The meeting at the RAC Foundation was one of the most constructive, positive meetings that I’ve attended on data sharing and linkage. It was chaired by the RAC Foundation, and included people who produce the official statistics for the Department for Transport and the Department of Health and Social Care; NHS England; policy and scientific leaders from those departments; surgeons who work in trauma care; transport and health researchers; and data governance experts.
A lot of the meetings I’ve attended on data sharing and linkage focused on setting out all the barriers and constraints. And there are indeed a number of challenges. First of all, in any endeavour of this kind, the project should test whether what it is proposing is publicly acceptable. This needs to be done through a process of public involvement that listens to how people feel about linking sensitive pieces of information.
Then there is the legal authorisation – is what is proposed lawful, and who needs to approve it?
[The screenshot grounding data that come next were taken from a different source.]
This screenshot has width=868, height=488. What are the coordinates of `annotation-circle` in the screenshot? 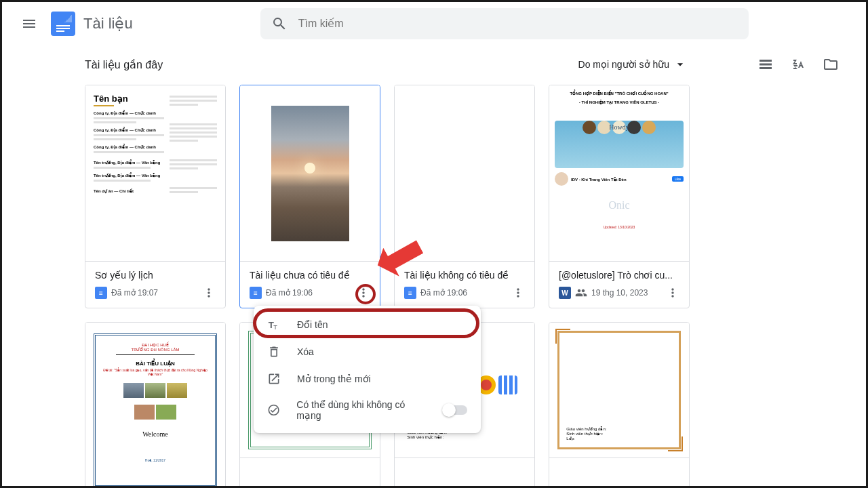 It's located at (366, 294).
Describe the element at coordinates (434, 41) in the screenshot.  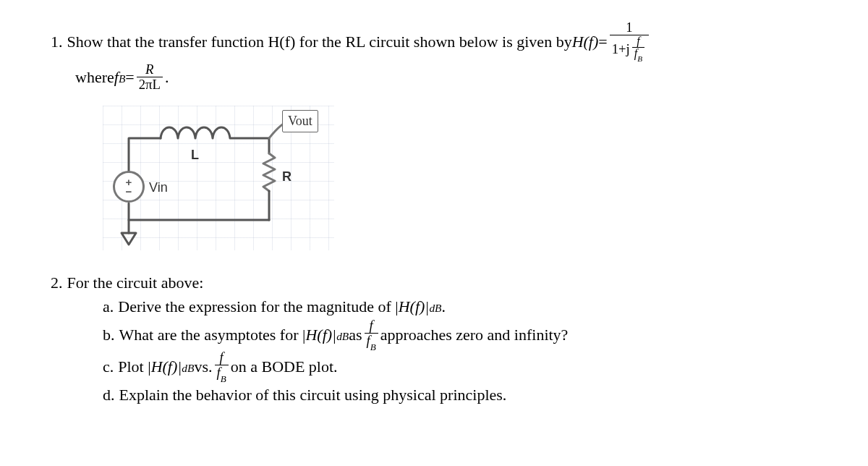
I see `problem-1-line1: 1. Show that the transfer function H(f) …` at that location.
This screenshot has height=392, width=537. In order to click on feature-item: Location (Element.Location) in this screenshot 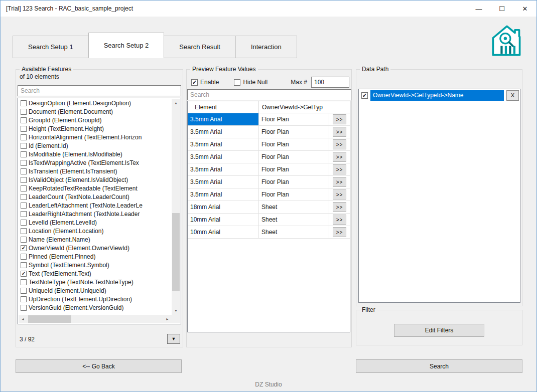, I will do `click(95, 231)`.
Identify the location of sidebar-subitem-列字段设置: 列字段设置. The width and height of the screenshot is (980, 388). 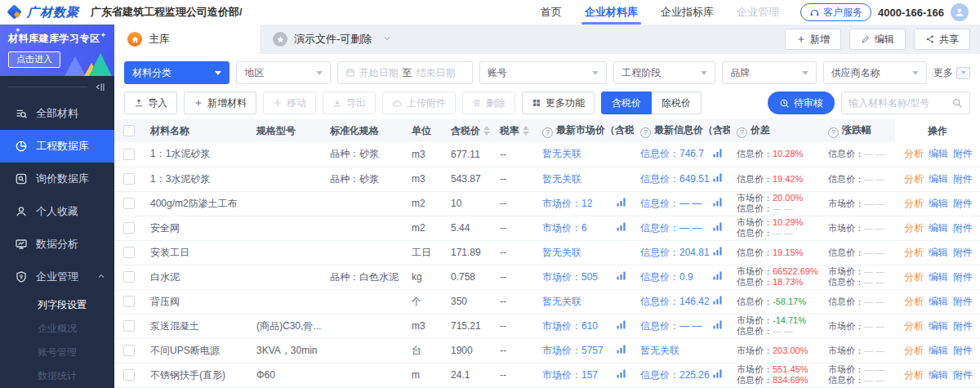
(57, 305).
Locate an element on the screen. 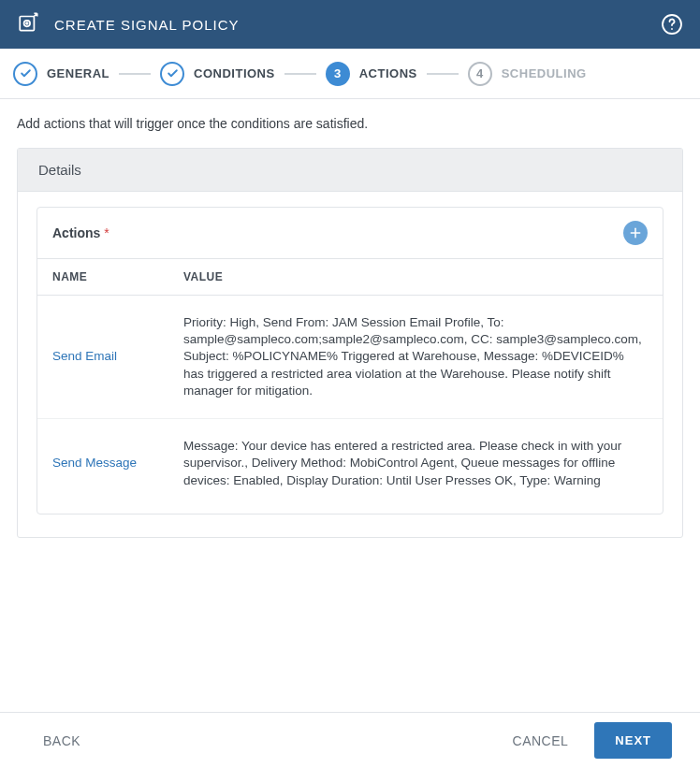  add-action-button is located at coordinates (635, 233).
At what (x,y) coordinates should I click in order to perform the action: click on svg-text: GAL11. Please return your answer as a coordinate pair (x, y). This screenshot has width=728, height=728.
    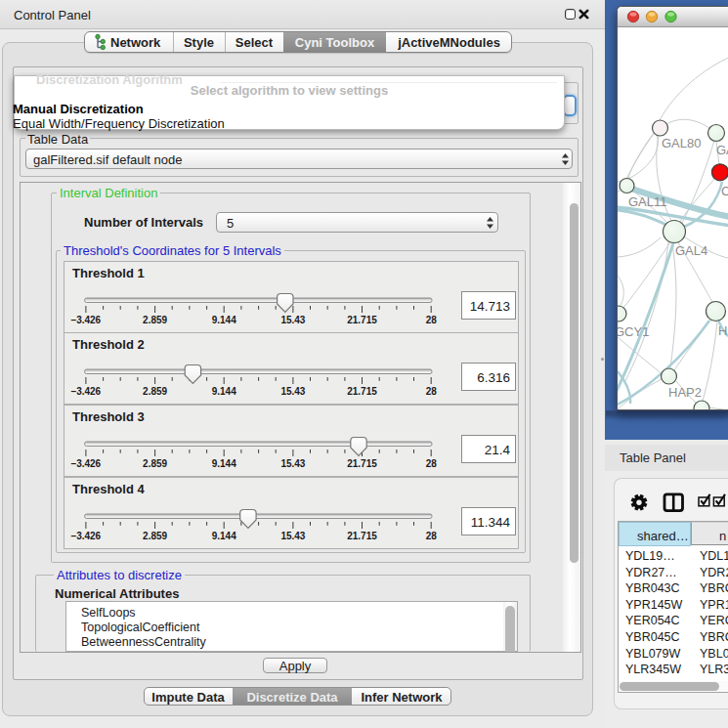
    Looking at the image, I should click on (648, 201).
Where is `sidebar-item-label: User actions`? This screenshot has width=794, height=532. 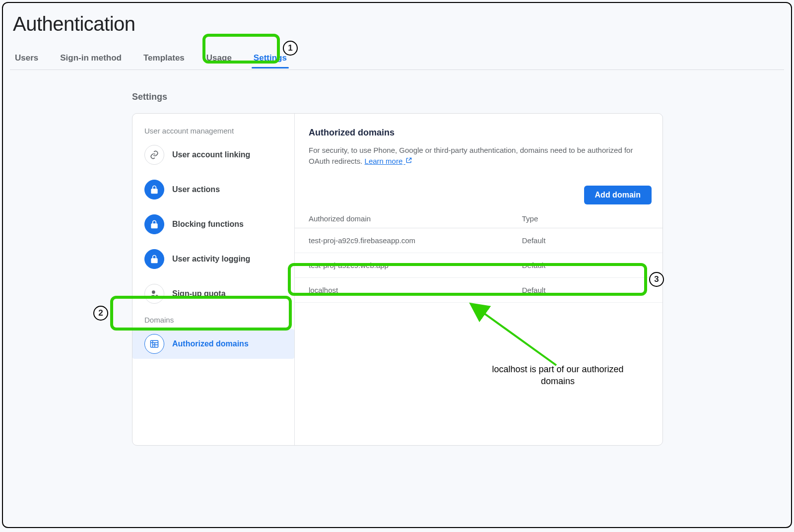
sidebar-item-label: User actions is located at coordinates (196, 190).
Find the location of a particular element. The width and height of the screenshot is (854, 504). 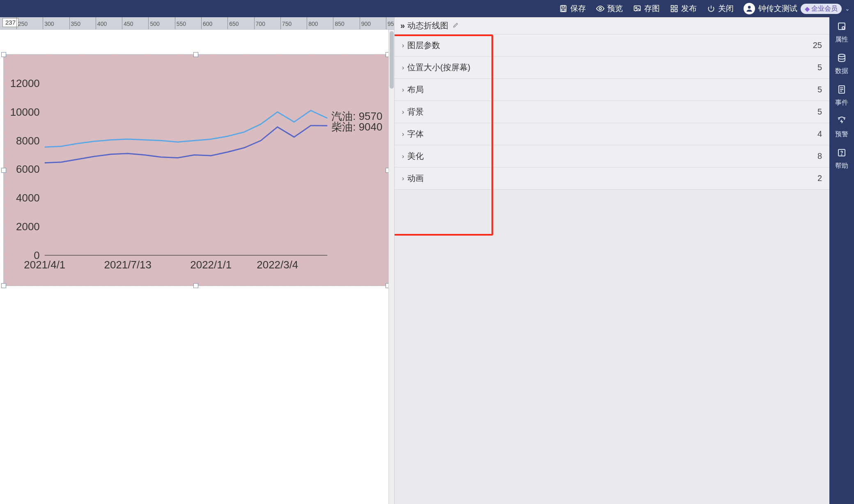

property-row-label: 背景 is located at coordinates (416, 112).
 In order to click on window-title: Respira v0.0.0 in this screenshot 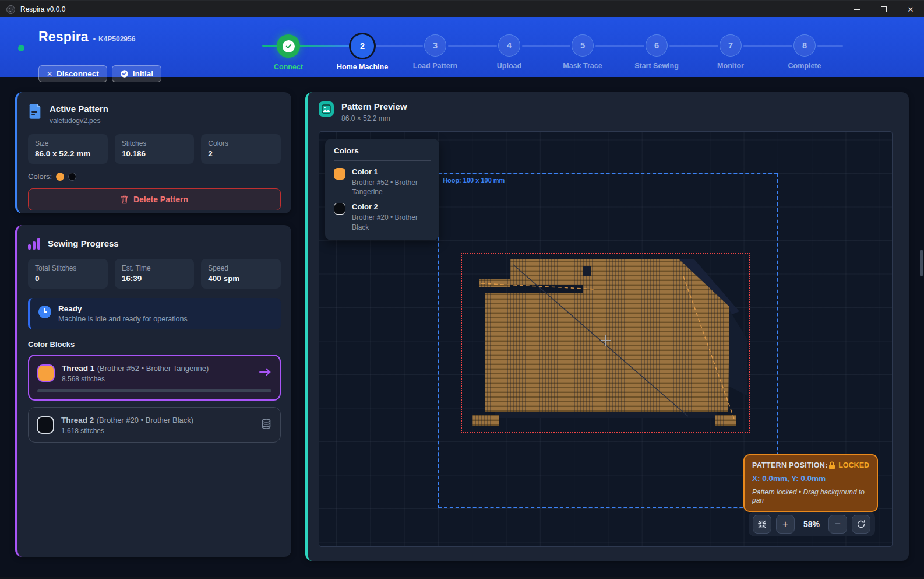, I will do `click(43, 9)`.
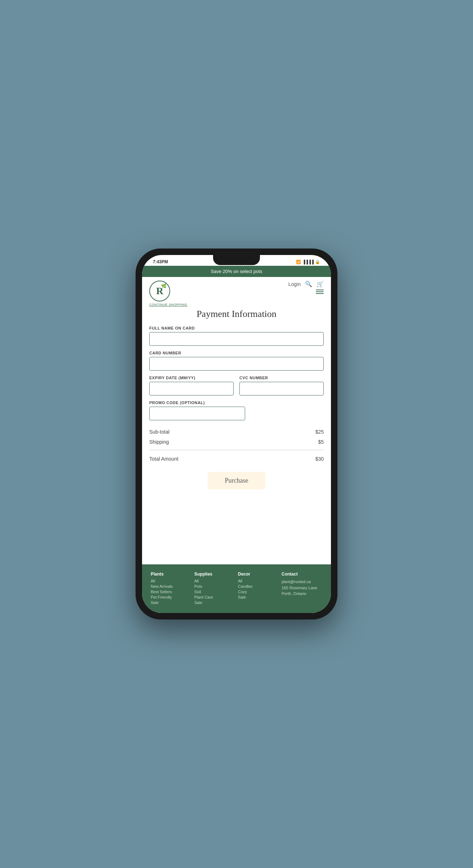  Describe the element at coordinates (236, 589) in the screenshot. I see `footer-columns: Plants All New Arrivals Best Sellers Pet…` at that location.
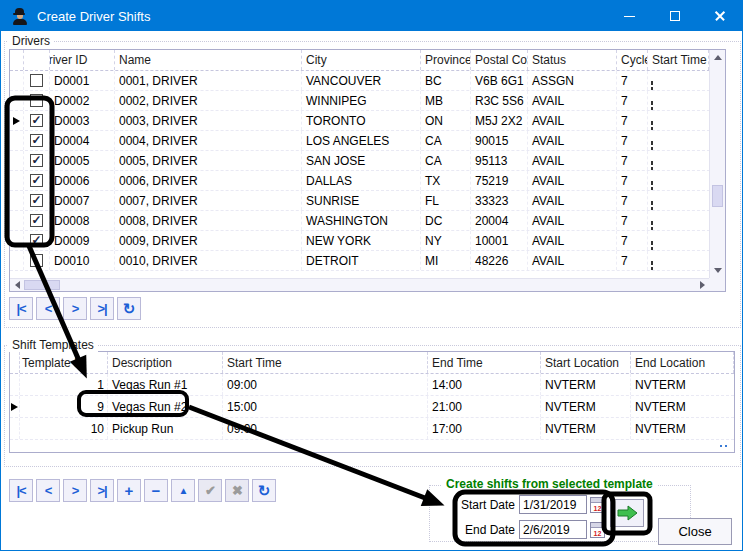 The height and width of the screenshot is (551, 743). What do you see at coordinates (500, 60) in the screenshot?
I see `header-postal-code: Postal Code` at bounding box center [500, 60].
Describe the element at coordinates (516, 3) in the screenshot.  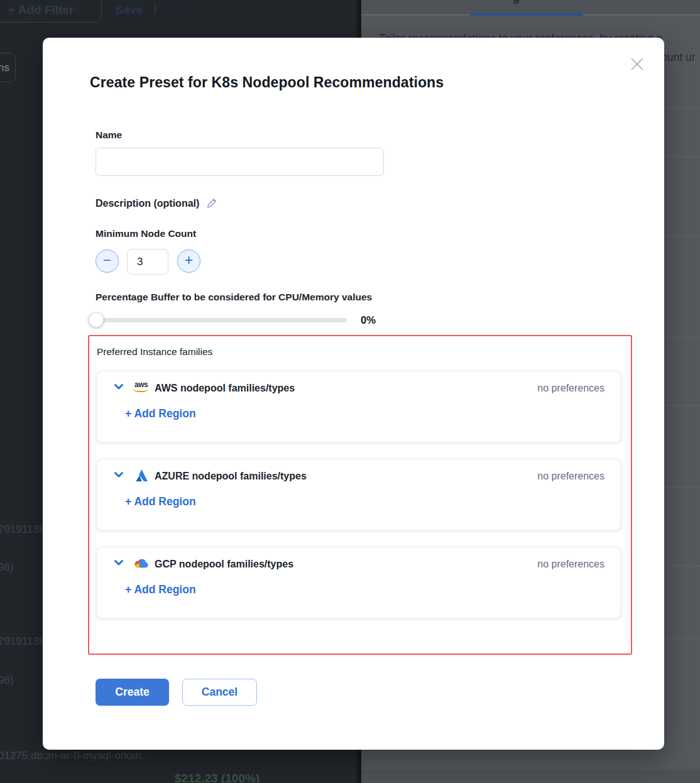
I see `heading-fragment: g` at that location.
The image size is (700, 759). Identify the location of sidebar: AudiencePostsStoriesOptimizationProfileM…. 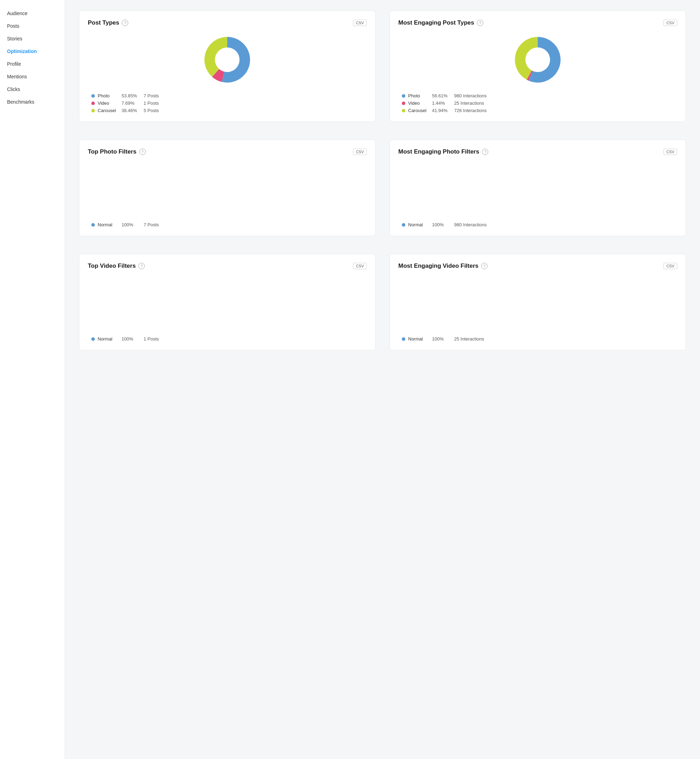
(33, 380).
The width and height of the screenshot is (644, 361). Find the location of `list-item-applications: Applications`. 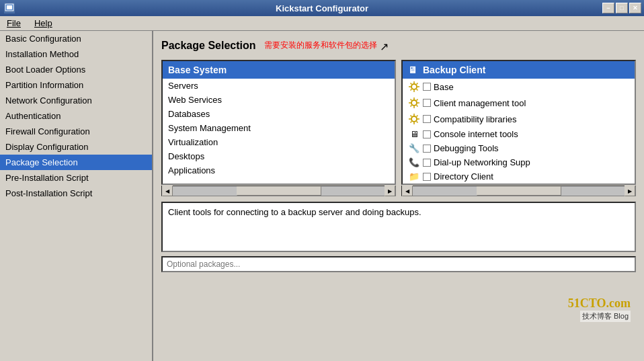

list-item-applications: Applications is located at coordinates (278, 171).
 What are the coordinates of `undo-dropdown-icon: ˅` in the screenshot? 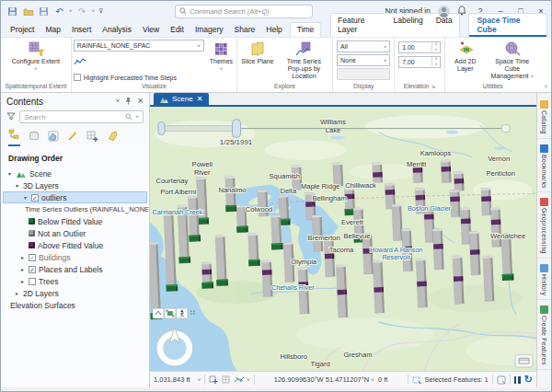 It's located at (71, 11).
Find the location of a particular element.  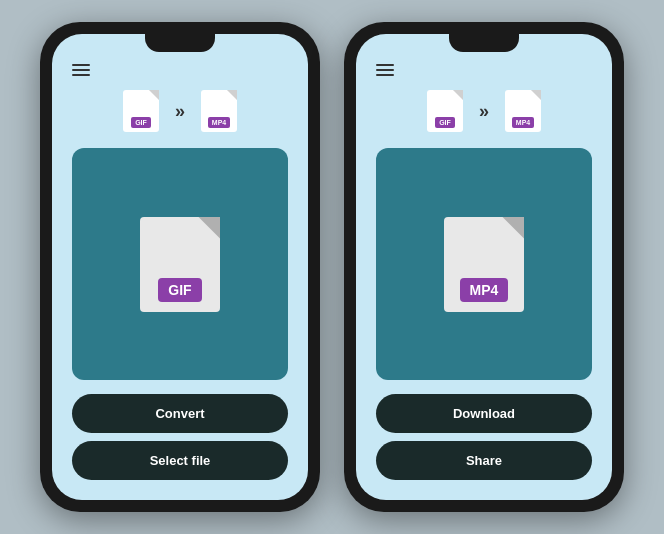

from-badge-2: GIF is located at coordinates (445, 122).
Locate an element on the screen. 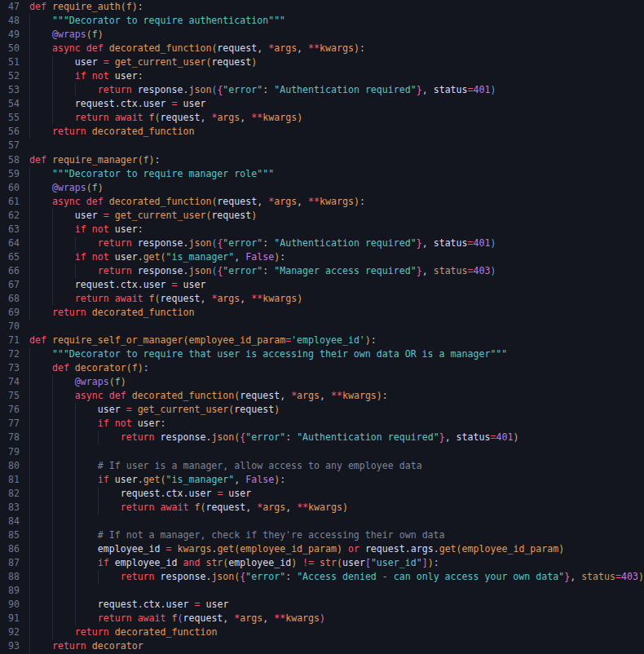 The height and width of the screenshot is (654, 644). line-number: 47 is located at coordinates (10, 7).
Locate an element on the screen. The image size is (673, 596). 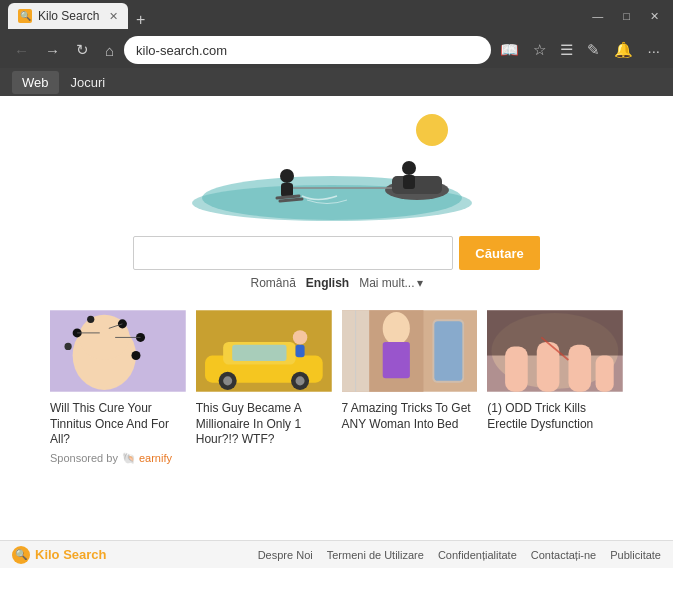
lang-romana: Română is located at coordinates (272, 283).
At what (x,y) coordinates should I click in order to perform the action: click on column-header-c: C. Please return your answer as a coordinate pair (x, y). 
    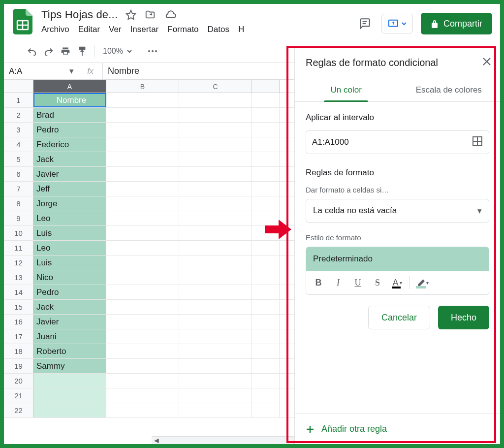
    Looking at the image, I should click on (216, 87).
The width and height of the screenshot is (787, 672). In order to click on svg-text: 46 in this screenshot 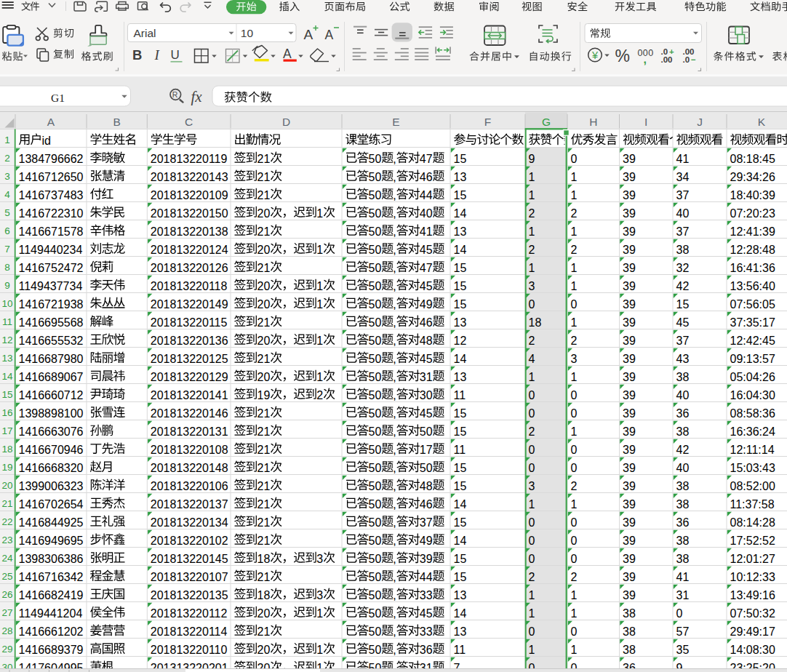, I will do `click(426, 505)`.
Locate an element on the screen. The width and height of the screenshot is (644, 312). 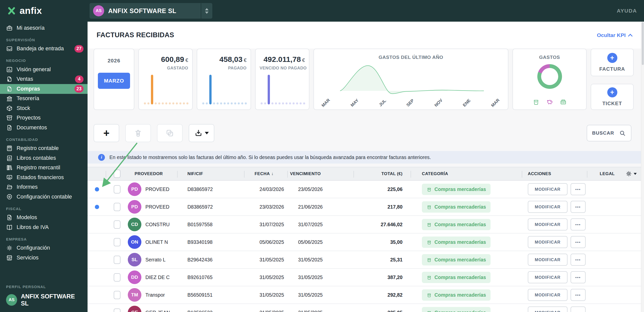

This element can be complex and time-consuming, as any researcher who has proposed working with healthcare data can attest.
And beyond these ethico-legal considerations, how technically feasible is the linkage? Do the datasets have enough common identifiers for records to be linked with a reasonable degree of confidence? How easy is it to link a record of a road traffic injury to the trauma centre where the patient is treated?
All these issues – public perception, legal context, technical data quality and linkability – are complex in their own right. It can take a lot of time to work through each of them. But underlying these substantive issues lurks a deeper issue: it seems as though the culture of data-owning organisations is not always conducive to data linking. This could be for a range of reasons, including risk aversion or a lack of incentives. Whatever the cause, the result is that organisations are less supportive of data linking than their leaders claim to be.
The RAC Foundation meeting was different from many others I’ve attended on linkage. Led by Seema’s presentation, and drawing on her paper, it focused less on the barriers themselves, and more on what attendees can do collectively to address them. We all focused on what can be done, not what can’t be done. For example, the DfT lead statistician said that, if the linkage took place, he would be keen to include insights from the linked dataset in the annual publication.
The meeting ended with a clear commitment to take the work forward: to enrich the official statistics on road traffic collisions; to link data for more insight into trauma care; and to make a difference to a societal problem that continues to devastate victims and loved ones. Within a couple of weeks of the RAC meeting, a working group involving all the key players has sprung up. All this points to a building momentum for change.
Of course, it may be that there are further challenges ahead. But this project shows that, with creativity, ambition and focus, progress is possible – and that cultural barriers to data linkage are by no means fixed. I hope this approach becomes the norm when people seek to use data to serve the public good.
So, why am I optimistic? Because of initiatives like this.